Writer-director Michael Phillip Edwards drew inspiration for his spooky comedy Blood from a Jamaican storyteller he knew in childhood, a man named Parsons, whose wild tales mixed moral imperative, ominous foreboding and pitch-black humor.

Blood, the title character, is a terrifying ten foot tall succubus, who attacks an unhappily married couple and demands they lay their most lurid sexual fantasies before her — or face certain death.

Once passionately in lust, He (Phrederic Semaj) and She (Maria Tomas) wed spontaneously and rashly, the ceremony officiated by a voodoo priestess whose idea of a good joke was to bond the pair forever to this insatiable demon.

Alas, the couple’s sex life is now stalled at ground zero, so their efforts to comply with the creature’s thunderous command at first seem frenzied and futile.

Eventually “He” rises to the challenge with a raw and troubling image: As a black schoolboy, he’s tied to a chair, while his sexy white teacher taunts him provocatively about his secret desires. The woman's vicious racism, her malicious intent to humiliate a person of color, are crystal clear.

Later “She” comes up with description of a blazing-hot carnal coupling, with herself at its center. This fantasy takes him aback; she’d been shutting him out for years, countering his pleas for sex with ridicule and rejection.

Rhythmic and compelling, Blood starts out as the story of a man and woman’s relationship gone awry, then shifts to a kind of carnivalesque freakshow whose main purpose is to entertain. There’s a ripple of a Faustian bargain beneath it all, the suggestion that those who demand too much will pay a price.

Tasked with vocalizing the ogress who threatens them, as well as portraying her frightened victims, the two performers work hard, conjuring a spine-tingling specter with only their vocal cords. Kudos for that.

The play’s most dramatic moment is surely Semaj’s depiction of a bound and sexually harassed black child. Almost painful to watch, it was for me the highlight of the play. Elsewhere, the performer is solid as a sophisticated but sexually frustrated man trying desperately to repair his marriage.

The production’s weakest element is Tomas’ rendering of the woman, who is bitter and shrewish and deaf to her partner’s pleas to resolve their problem. There’s no hint of vulnerability in this interpretation, nothing to explain the character’s miserable temper. Some of that may have to do with the writing , though. As insightful as Edward's' writing is, as skillfully as he choreographs the collapse of their union, the story’s perspective is definitively male.

Theatre Theater, 5041 Pico Blvd., L.A. through May 30. brownpapertickets.com.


WORK ORDER
Repeat every line of the material, character for character.

GIVEN INFORMATION START

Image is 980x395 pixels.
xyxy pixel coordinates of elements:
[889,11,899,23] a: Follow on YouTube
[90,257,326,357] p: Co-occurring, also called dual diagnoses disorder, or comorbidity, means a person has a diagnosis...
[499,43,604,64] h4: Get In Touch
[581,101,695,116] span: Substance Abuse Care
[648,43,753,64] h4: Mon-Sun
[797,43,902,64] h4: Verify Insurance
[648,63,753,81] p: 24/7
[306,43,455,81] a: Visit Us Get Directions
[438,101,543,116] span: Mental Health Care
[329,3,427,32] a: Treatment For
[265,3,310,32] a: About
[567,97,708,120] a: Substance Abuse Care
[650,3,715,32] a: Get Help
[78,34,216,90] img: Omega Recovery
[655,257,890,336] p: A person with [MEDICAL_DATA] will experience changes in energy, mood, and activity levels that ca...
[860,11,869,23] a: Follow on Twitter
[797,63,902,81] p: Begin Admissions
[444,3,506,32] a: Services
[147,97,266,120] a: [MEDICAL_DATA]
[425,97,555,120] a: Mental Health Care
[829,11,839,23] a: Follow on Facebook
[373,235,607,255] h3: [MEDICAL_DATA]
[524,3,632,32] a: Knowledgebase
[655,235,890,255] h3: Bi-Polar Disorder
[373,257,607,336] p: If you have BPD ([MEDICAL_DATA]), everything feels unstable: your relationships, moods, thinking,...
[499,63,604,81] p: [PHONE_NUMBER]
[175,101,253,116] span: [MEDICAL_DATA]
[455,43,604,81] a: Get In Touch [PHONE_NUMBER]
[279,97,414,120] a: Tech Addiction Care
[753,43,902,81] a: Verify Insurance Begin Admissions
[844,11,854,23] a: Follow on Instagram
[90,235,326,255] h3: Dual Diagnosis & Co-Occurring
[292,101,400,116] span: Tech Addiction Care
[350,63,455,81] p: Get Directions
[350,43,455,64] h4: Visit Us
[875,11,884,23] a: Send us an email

GIVEN INFORMATION END

EXPECTED ANSWER
Image is 980x395 pixels.
xyxy pixel coordinates of elements:
[889,11,899,23] a: Follow on YouTube
[90,257,326,357] p: Co-occurring, also called dual diagnoses disorder, or comorbidity, means a person has a diagnosis...
[499,43,604,64] h4: Get In Touch
[581,101,695,116] span: Substance Abuse Care
[648,43,753,64] h4: Mon-Sun
[797,43,902,64] h4: Verify Insurance
[648,63,753,81] p: 24/7
[306,43,455,81] a: Visit Us Get Directions
[438,101,543,116] span: Mental Health Care
[329,3,427,32] a: Treatment For
[265,3,310,32] a: About
[567,97,708,120] a: Substance Abuse Care
[650,3,715,32] a: Get Help
[78,34,216,90] img: Omega Recovery
[655,257,890,336] p: A person with [MEDICAL_DATA] will experience changes in energy, mood, and activity levels that ca...
[860,11,869,23] a: Follow on Twitter
[797,63,902,81] p: Begin Admissions
[444,3,506,32] a: Services
[147,97,266,120] a: [MEDICAL_DATA]
[425,97,555,120] a: Mental Health Care
[829,11,839,23] a: Follow on Facebook
[373,235,607,255] h3: [MEDICAL_DATA]
[524,3,632,32] a: Knowledgebase
[655,235,890,255] h3: Bi-Polar Disorder
[373,257,607,336] p: If you have BPD ([MEDICAL_DATA]), everything feels unstable: your relationships, moods, thinking,...
[499,63,604,81] p: [PHONE_NUMBER]
[175,101,253,116] span: [MEDICAL_DATA]
[455,43,604,81] a: Get In Touch [PHONE_NUMBER]
[279,97,414,120] a: Tech Addiction Care
[753,43,902,81] a: Verify Insurance Begin Admissions
[844,11,854,23] a: Follow on Instagram
[90,235,326,255] h3: Dual Diagnosis & Co-Occurring
[292,101,400,116] span: Tech Addiction Care
[350,63,455,81] p: Get Directions
[350,43,455,64] h4: Visit Us
[875,11,884,23] a: Send us an email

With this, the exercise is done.